Evidential Learning for Robust Classification
A deep learning project focused on uncertainty-aware classification using Dirichlet-based evidential models improving F1 score by %10.
π Read the full project report
π Code available at: https://github.com/amir-aghdam/evidential-classification
Deep neural networks are often overconfident and unaware of their own limitations, especially in uncertain or ambiguous situations. This project takes a bold step forward by applying evidential deep learning to visual classification β combining transformer-based representation learning with probabilistic uncertainty modeling.
We introduce a novel pipeline built on DINO v2 Vision Transformers, replacing standard classification heads with a Dirichlet-based evidential output. This empowers the model not only to predict, but to quantify how much it trusts its own decisions β an essential feature for safety-critical or fine-grained tasks.
π Quick Highlight
Achieved +4.1% absolute accuracy gain and vastly improved uncertainty calibration over standard deep networks β showing promise for real-world deployment where reliability matters.
πΌ Dataset and Task
We validated our approach on a challenging fine-grained flower classification task, known for subtle inter-class differences. This serves as a perfect benchmark for testing uncertainty-aware methods.

π§ Architecture and Training
We adapt a pretrained DINO v2 ViT-S/14 and append an evidential layer. The model is trained using an uncertainty-regularized evidential loss, allowing it to estimate both class prediction and confidence bounds. Our architecture adds an evidential head on top of a frozen DINO v2 encoder, trained with a KL-regularized loss function.
π Performance
Metric | Cross-Entropy | Evidential |
---|---|---|
Accuracy | 94.55% | β 98.69% |
Precision | 86.32% | 96.55% |
Recall | 86.07% | 96.61% |
F1 Score | 86.14% | 96.55% |
In addition to numerical gains, the model calibrates its uncertainty, lowering trust in incorrect predictions and raising confidence only when justified.

π― Visual Interpretability
Grad-CAM and t-SNE visualizations show that evidential models develop more semantically meaningful feature spaces and focus on more relevant image regions.


π‘ Why This Matters
This work demonstrates that uncertainty isnβt just a bonus β itβs essential. By embedding calibrated confidence into model outputs, we build a foundation for safer, more responsible AI systems in domains like healthcare, robotics, autonomous driving, and scientific discovery, where βI donβt knowβ is often the most important answer.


Could you retype the records below exactly as they appear, skipping any pictures?

[Dataset records]
+ + + +
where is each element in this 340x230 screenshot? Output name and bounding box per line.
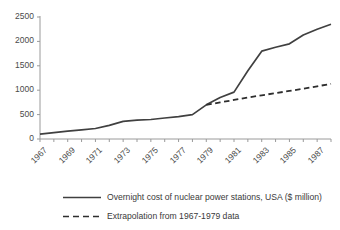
chart-axes	[37, 16, 331, 142]
chart-series	[40, 24, 331, 134]
y-tick-label: 1000	[0, 84, 34, 94]
y-tick-label: 0	[0, 133, 34, 143]
legend-item-series-2: Extrapolation from 1967-1979 data	[62, 211, 239, 221]
y-tick-label: 2500	[0, 11, 34, 21]
y-tick-label: 2000	[0, 35, 34, 45]
y-tick-label: 1500	[0, 60, 34, 70]
legend-item-series-1: Overnight cost of nuclear power stations…	[62, 192, 322, 202]
legend-label-series-1: Overnight cost of nuclear power stations…	[107, 192, 322, 202]
series-line-2	[206, 84, 331, 105]
series-line-1	[40, 24, 331, 134]
legend-label-series-2: Extrapolation from 1967-1979 data	[107, 211, 239, 221]
chart-container: 05001000150020002500 1967196919711973197…	[0, 0, 340, 230]
y-tick-label: 500	[0, 109, 34, 119]
legend-swatch-dashed-icon	[62, 212, 102, 221]
legend-swatch-solid-icon	[62, 193, 102, 202]
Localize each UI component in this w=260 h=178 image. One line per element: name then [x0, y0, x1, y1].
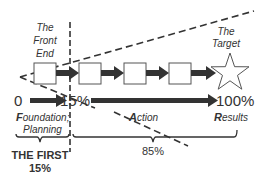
scale-mid: 15%	[60, 92, 90, 109]
foundation-rest: oundation;	[23, 112, 70, 123]
flow-arrow-1	[56, 66, 79, 80]
action-rest: ction	[137, 112, 159, 123]
target-label-1: The	[217, 26, 235, 37]
rest-85-label: 85%	[142, 145, 164, 157]
results-rest: esults	[222, 112, 248, 123]
scale-end: 100%	[216, 92, 254, 109]
bracket-85	[73, 130, 237, 142]
flow-arrow-3	[146, 66, 169, 80]
process-box-2	[79, 63, 101, 84]
action-initial: A	[128, 111, 137, 123]
results-initial: R	[214, 111, 222, 123]
scale-start: 0	[14, 92, 22, 109]
first-15-label-1: THE FIRST	[12, 149, 69, 161]
front-end-label-3: End	[36, 48, 54, 59]
front-end-diagram: The Front End The Target 0 15% 100% Foun…	[0, 0, 260, 178]
phase-results: Results	[214, 111, 248, 123]
target-label-2: Target	[212, 38, 241, 49]
action-arrow	[91, 94, 218, 107]
flow-arrow-2	[101, 66, 124, 80]
bracket-first-15	[16, 134, 69, 142]
front-end-label-1: The	[36, 22, 54, 33]
phase-action: Action	[128, 111, 159, 123]
process-box-4	[169, 63, 191, 84]
first-15-label-2: 15%	[29, 162, 51, 174]
phase-foundation: Foundation;	[16, 111, 70, 123]
process-box-3	[124, 63, 146, 84]
phase-foundation-line2: Planning	[23, 124, 62, 135]
target-star-icon	[211, 53, 249, 89]
front-end-label-2: Front	[33, 35, 58, 46]
process-box-1	[34, 63, 56, 84]
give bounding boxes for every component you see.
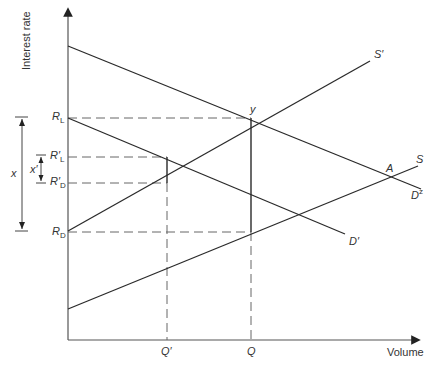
- label-r-prime-d: R′D: [50, 175, 66, 190]
- curve-s: [68, 166, 418, 309]
- label-s: S: [416, 153, 423, 165]
- label-r-prime-l: R′L: [50, 149, 64, 164]
- label-d-prime: D′: [349, 235, 359, 247]
- label-r-d: RD: [52, 225, 66, 240]
- curve-s-prime: [68, 61, 370, 231]
- label-q-prime: Q′: [161, 345, 172, 357]
- label-point-y: y: [250, 103, 256, 115]
- curve-d-z: [68, 46, 421, 189]
- label-x-prime: x′: [30, 163, 38, 175]
- dashed-guides: [68, 118, 251, 340]
- label-r-l: RL: [52, 110, 64, 125]
- axes: [68, 12, 416, 340]
- label-q: Q: [247, 345, 256, 357]
- label-d-z: Dz: [411, 187, 423, 201]
- label-point-a: A: [386, 162, 393, 174]
- label-s-prime: S′: [374, 48, 383, 60]
- x-axis-label: Volume: [387, 346, 424, 358]
- curves: [68, 46, 421, 309]
- y-axis-label: Interest rate: [20, 11, 32, 70]
- curve-d-prime: [68, 118, 345, 234]
- label-x: x: [11, 167, 17, 179]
+ + + +
Output below:
where is each element in this 340x230 screenshot? Output name and bounding box per line.
chart-axes	[37, 16, 331, 142]
chart-series	[40, 24, 331, 134]
y-tick-label: 1000	[0, 84, 34, 94]
y-tick-label: 0	[0, 133, 34, 143]
legend-item-series-2: Extrapolation from 1967-1979 data	[62, 211, 239, 221]
y-tick-label: 2500	[0, 11, 34, 21]
y-tick-label: 2000	[0, 35, 34, 45]
y-tick-label: 1500	[0, 60, 34, 70]
legend-item-series-1: Overnight cost of nuclear power stations…	[62, 192, 322, 202]
legend-label-series-1: Overnight cost of nuclear power stations…	[107, 192, 322, 202]
series-line-2	[206, 84, 331, 105]
series-line-1	[40, 24, 331, 134]
legend-label-series-2: Extrapolation from 1967-1979 data	[107, 211, 239, 221]
chart-container: 05001000150020002500 1967196919711973197…	[0, 0, 340, 230]
y-tick-label: 500	[0, 109, 34, 119]
legend-swatch-dashed-icon	[62, 212, 102, 221]
legend-swatch-solid-icon	[62, 193, 102, 202]
Localize each UI component in this w=260 h=178 image. One line per element: name then [x0, y0, x1, y1].
scale-mid: 15%	[60, 92, 90, 109]
foundation-rest: oundation;	[23, 112, 70, 123]
flow-arrow-1	[56, 66, 79, 80]
action-rest: ction	[137, 112, 159, 123]
target-label-1: The	[217, 26, 235, 37]
rest-85-label: 85%	[142, 145, 164, 157]
results-rest: esults	[222, 112, 248, 123]
scale-end: 100%	[216, 92, 254, 109]
bracket-85	[73, 130, 237, 142]
flow-arrow-3	[146, 66, 169, 80]
process-box-2	[79, 63, 101, 84]
action-initial: A	[128, 111, 137, 123]
results-initial: R	[214, 111, 222, 123]
scale-start: 0	[14, 92, 22, 109]
first-15-label-1: THE FIRST	[12, 149, 69, 161]
front-end-label-3: End	[36, 48, 54, 59]
front-end-diagram: The Front End The Target 0 15% 100% Foun…	[0, 0, 260, 178]
phase-results: Results	[214, 111, 248, 123]
target-label-2: Target	[212, 38, 241, 49]
action-arrow	[91, 94, 218, 107]
flow-arrow-2	[101, 66, 124, 80]
bracket-first-15	[16, 134, 69, 142]
front-end-label-1: The	[36, 22, 54, 33]
phase-action: Action	[128, 111, 159, 123]
process-box-4	[169, 63, 191, 84]
first-15-label-2: 15%	[29, 162, 51, 174]
phase-foundation: Foundation;	[16, 111, 70, 123]
process-box-3	[124, 63, 146, 84]
phase-foundation-line2: Planning	[23, 124, 62, 135]
target-star-icon	[211, 53, 249, 89]
front-end-label-2: Front	[33, 35, 58, 46]
process-box-1	[34, 63, 56, 84]
give bounding boxes for every component you see.
- label-r-prime-d: R′D: [50, 175, 66, 190]
- curve-s: [68, 166, 418, 309]
- label-s: S: [416, 153, 423, 165]
- label-r-prime-l: R′L: [50, 149, 64, 164]
- label-d-prime: D′: [349, 235, 359, 247]
- label-r-d: RD: [52, 225, 66, 240]
- curve-s-prime: [68, 61, 370, 231]
- label-q-prime: Q′: [161, 345, 172, 357]
- label-point-y: y: [250, 103, 256, 115]
- curve-d-z: [68, 46, 421, 189]
- label-x-prime: x′: [30, 163, 38, 175]
- dashed-guides: [68, 118, 251, 340]
- label-r-l: RL: [52, 110, 64, 125]
- axes: [68, 12, 416, 340]
- label-q: Q: [247, 345, 256, 357]
- label-d-z: Dz: [411, 187, 423, 201]
- label-point-a: A: [386, 162, 393, 174]
- label-s-prime: S′: [374, 48, 383, 60]
- x-axis-label: Volume: [387, 346, 424, 358]
- curves: [68, 46, 421, 309]
- y-axis-label: Interest rate: [20, 11, 32, 70]
- curve-d-prime: [68, 118, 345, 234]
- label-x: x: [11, 167, 17, 179]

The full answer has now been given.